Now that the Christmas trees in Rockefeller Center and downtown Bangor are finally aglow, it won’t be long before the rest of us are lashing evergreens to our car roofs and hauling them home for the holidays.
Yet those of us who happily continue this cherished holiday tradition are clearly in the minority these days. According to a business story in yesterday’s paper, real Christmas trees have been steadily losing ground to their artificial counterparts for more than a decade now. In 1990, 35.4 million homes were adorned with real trees and 36.3 million displayed the fake variety. By 2000, however, the number of artificials had soared to more than 50 million, while real trees numbered only about 32 million. And the drop in popularity of real trees has continued in the past few years, lamented the National Christmas Tree Association, to only about 23 million last year.
America’s increasing fondness for ersatz evergreens, the story explained, has its roots in a company called the Addis Brush Co. It pioneered the production of fake trees sometime in the 1930s, using the same machinery it used to make, of all things, toilet bowl brushes.
That last bit of Christmas trivia rang a memory bell for me. Now, all these many years later, I finally know why the string of fake trees of my childhood was so terribly unsatisfying. Their limbs did indeed resemble an array of toilet brushes bristling from a pole, come to think of it.
Not that looks mattered to my father back then, bless his fretful heart. He was a cautious man who firmly believed that aesthetics must always take a back seat to safety where his family was concerned. And a real tree attached to a light socket was, to his way of thinking, the most cockeyed holiday notion ever conceived.
Whenever we kids complained that it was time we got a real Christmas tree, my father would roll his eyes as if to say, “What a great idea! Sure, let’s drag dead vegetation into the living room and hang electrical wires all over it and plug it in. Then maybe we can all spend Christmas Eve standing outside in the freezing cold in our pajamas and watching our nice new house burn to the ground. Sounds like fun.”
Consequently, several of my childhood Christmases were celebrated in a forest of phony fir. One year, when the colorful trees began appearing in windows throughout our suburban neighborhood, my father loaded us all into the station wagon and headed for Sears. In that vast emporium of American practicality, where we got everything back then, we bought a tree that came in a long, narrow box stamped with the words “Some assembly Required.”
At home, we jammed the glossy green boughs into holes in the “trunk,” bent the spindly arrangement into something that almost approximated a tree found in nature, and then stood back and eyed it suspiciously. The thing was so obviously fraudulent that it might have been made by a toilet-brush manufacturer. Now I know it probably was.
“Don’t worry,” my father said. “Once we get the decorations on you’ll think it’s a real tree.”
When that didn’t happen, we draped on enough tinsel until the tree shimmered like a sequined gown. Then we blasted it with canned snow until it had the look of a conical plaster cast. Not exactly a Currier & Ives creation, perhaps, but completely nonflammable.
Even indestructible plastic trees lose their “lifelike” appeal in time, so other artificials followed. One year, however, my father went a bit too far. He set
up an aluminum tree that was bathed that Christmas season in the garish, ever-changing colors beamed from a revolving plastic wheel – truly a tree for the Sputnik age.
We kids rebelled, and the next year our first real tree stood in the bay window. A lovely tree that did not get its balsam scent from a spray bottle. A tree that cost my father some sleep, no doubt.
I know that today’s artificial trees look deceptively real, and that the old toilet-brush motif is a thing of the distant past. But I’ve never once considered adorning my own living room with anything but the genuine article. Living as I do in the land of fir trees, an artificial has always seemed like a betrayal of Yankee tradition. This year will be no different.
Yet each night that it stands, I’ll hear my father’s voice urging me to check the water under the tree. After all, nothing ruins a family’s holiday spirit quicker than standing in the snow in your pajamas and watching the place burn down.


Return only the number of lines in the entries below that hold the word "marker".

Start of Block

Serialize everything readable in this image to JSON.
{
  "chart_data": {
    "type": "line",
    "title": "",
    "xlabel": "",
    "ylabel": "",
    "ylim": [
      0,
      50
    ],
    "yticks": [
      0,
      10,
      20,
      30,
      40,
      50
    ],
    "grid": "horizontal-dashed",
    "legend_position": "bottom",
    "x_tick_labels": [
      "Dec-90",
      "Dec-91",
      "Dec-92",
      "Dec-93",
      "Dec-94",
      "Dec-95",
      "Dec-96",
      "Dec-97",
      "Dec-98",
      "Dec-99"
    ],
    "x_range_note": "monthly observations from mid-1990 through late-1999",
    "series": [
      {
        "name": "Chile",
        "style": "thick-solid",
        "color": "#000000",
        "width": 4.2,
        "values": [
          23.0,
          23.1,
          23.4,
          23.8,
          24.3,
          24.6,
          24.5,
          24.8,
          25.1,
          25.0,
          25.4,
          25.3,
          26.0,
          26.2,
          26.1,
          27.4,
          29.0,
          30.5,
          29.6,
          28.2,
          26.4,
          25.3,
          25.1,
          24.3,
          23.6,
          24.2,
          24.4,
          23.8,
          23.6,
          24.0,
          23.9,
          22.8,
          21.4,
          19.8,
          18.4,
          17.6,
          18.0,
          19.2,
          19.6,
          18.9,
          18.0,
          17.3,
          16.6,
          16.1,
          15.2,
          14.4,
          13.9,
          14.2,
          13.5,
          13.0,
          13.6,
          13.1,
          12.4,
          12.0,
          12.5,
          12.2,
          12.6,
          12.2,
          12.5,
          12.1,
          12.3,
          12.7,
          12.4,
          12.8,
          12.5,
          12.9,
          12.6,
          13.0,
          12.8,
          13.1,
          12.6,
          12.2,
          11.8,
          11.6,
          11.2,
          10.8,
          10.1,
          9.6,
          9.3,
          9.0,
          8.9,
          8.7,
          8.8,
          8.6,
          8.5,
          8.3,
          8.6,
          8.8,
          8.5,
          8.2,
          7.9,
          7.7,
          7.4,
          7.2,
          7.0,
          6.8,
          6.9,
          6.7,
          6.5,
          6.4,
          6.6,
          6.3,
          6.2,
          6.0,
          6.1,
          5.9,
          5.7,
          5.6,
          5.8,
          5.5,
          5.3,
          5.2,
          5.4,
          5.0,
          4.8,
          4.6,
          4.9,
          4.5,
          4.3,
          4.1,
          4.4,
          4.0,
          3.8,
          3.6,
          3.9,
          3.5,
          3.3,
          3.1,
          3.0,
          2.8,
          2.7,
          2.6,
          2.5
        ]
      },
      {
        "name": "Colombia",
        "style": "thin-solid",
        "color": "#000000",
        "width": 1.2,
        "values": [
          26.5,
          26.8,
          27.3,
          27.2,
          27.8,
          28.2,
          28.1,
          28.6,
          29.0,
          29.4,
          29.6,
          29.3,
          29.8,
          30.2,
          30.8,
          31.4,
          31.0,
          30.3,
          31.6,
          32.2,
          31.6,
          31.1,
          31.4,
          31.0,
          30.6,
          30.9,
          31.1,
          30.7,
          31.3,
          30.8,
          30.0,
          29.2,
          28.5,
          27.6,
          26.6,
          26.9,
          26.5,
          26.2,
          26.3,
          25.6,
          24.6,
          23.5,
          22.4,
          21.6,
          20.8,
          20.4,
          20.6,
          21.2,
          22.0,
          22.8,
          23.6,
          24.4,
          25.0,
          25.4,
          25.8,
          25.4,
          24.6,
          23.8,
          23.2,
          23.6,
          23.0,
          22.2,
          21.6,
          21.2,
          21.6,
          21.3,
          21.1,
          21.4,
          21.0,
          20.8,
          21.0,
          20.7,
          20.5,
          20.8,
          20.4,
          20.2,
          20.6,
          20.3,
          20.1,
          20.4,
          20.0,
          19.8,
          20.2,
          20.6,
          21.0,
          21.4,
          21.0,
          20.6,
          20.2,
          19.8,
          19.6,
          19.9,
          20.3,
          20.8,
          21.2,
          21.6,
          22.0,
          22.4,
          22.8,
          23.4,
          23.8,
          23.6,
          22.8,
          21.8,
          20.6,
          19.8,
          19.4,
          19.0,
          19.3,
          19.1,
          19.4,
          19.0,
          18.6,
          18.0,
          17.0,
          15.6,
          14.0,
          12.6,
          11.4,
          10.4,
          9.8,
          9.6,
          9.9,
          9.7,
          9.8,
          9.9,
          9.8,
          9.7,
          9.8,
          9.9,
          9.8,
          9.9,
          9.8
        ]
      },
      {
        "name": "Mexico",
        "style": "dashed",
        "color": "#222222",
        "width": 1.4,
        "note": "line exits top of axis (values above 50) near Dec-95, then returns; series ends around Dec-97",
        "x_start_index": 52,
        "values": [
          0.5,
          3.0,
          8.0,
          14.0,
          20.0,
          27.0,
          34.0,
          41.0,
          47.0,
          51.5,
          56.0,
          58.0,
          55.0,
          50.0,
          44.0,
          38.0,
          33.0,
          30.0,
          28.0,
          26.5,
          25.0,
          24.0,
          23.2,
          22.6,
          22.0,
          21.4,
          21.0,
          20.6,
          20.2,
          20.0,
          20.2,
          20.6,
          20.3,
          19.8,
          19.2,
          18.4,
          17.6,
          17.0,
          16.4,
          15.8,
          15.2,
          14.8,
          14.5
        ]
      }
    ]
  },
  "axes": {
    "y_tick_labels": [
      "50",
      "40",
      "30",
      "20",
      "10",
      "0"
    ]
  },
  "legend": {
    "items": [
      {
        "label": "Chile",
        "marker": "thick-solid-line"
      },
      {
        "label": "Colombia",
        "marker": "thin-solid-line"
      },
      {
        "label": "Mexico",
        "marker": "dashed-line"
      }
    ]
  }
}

End of Block

• [ANSWER TO THE EXERCISE]
3